Tiny Beast, Unaligned
- AC
- 10
- Initiative
- +0 (10)
- HP
- 2 (1d4)
- Speed
- 20 ft., Climb 20 ft.
| Score | Mod | Save | |
|---|---|---|---|
| STR | 2 | -4 | -4 |
| DEX | 11 | +0 | +0 |
| CON | 10 | +0 | +0 |
| INT | 1 | -5 | -5 |
| WIS | 8 | -1 | -1 |
| CHA | 3 | -4 | -4 |
Traits
Spider Climb. The lizard can climb difficult surfaces, including along ceilings, without needing to make an ability check.
Actions
Bite. Melee Attack Roll: +2, reach 5 ft. Hit: 1 Piercing damage.
How to run Lizard
A lizard ally is a pet, a forager's lure, or a Find Familiar reskin. The Find Familiar version is the cleanest: a wizard or warlock takes a lizard form for the same Tiny size, 2 HP, and Darkvision 30 ft. The lizard familiar offers Help on attacks against creatures within 5 feet, scouts through gaps the party can't squeeze through, and delivers touch spells from the caster's hand. Everything Find Familiar already does, but with Spider Climb for moving the inside of a chimney while the bandits search the room.
As a non-magical companion the lizard is a child's pet or a botanist's living tool. The druid's apprentice keeps a lizard on her shoulder because it eats the gnats that swarm at dusk. The alchemist keeps one because its color shifts subtly when certain reagents are nearby. None of this is on the stat block, but the stat block is essentially blank, so you have license to give the lizard a single quiet utility and let the players notice it over three sessions.
In combat the lizard hides. It has 2 HP and AC 10, so a stiff breeze kills it. The familiar version takes the Help action and otherwise stays out of range. The pet version climbs to a high shelf and waits the fight out.
Don't roll for the lizard. Narrate it the same way you narrate the campfire or the smell of rain. It is a recurring sensory detail, not a combatant.
A lizard is a CR 0 prop. Tiny, 2 HP, AC 10, a Bite doing 1 piercing damage on a hit at +2. Spider Climb lets it walk on any surface, including ceilings, without checks. There is nothing to fight here, which is the entire point of having a lizard in your prep file. The lizard is the texture of a place. It scuttles across the temple wall while the cleric reads the inscription. It darts under the door when the rogue picks the lock. It is on the windowsill when the wizard wakes up.

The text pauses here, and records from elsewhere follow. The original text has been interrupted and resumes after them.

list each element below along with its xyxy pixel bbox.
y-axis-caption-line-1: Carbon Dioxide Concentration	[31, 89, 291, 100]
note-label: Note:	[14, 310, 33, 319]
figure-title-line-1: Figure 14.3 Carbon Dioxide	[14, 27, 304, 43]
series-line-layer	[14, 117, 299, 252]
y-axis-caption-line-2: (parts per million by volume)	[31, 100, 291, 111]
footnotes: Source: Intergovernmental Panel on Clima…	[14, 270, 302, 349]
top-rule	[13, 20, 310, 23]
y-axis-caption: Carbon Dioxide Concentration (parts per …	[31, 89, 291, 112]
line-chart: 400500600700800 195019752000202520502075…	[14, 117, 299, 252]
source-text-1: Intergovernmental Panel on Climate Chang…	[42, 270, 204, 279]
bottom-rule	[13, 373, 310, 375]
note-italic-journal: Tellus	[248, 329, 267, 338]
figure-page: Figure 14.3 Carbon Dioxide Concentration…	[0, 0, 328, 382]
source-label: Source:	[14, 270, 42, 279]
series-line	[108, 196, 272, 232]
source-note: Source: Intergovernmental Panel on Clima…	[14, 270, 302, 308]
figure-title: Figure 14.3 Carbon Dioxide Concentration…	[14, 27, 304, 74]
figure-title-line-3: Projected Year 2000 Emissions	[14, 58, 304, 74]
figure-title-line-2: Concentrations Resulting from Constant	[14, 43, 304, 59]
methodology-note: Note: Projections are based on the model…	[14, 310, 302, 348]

Use lizards as scene-setters in environments that should feel alive and slightly unfamiliar. Sun-baked ruins, swamp boardwalks, jungle altars, the back rooms of a Calimshani souk. Drop one or two in the box text, never roll for them, and let the players decide whether to pay attention. A player who tries to catch a lizard rolls a Dexterity check against a passive 10 and gets a story about being the kind of person who catches lizards.
If a lizard somehow ends up in initiative, it flees on its turn. With climb speed equal to walk speed, the lizard goes up the nearest vertical surface, runs the ceiling, and into the smallest crack it can find. If a player attacks it, it dies on a hit. Don't roll. Narrate the motion and move on.
Have the lizard cock its head at the rogue while she is rifling the desk. Players catch eye contact with prey animals at the strangest moments and remember it.
Stat block from the System Reference Document 5.2.1 © Wizards of the Coast LLC, used under the Creative Commons Attribution 4.0 license.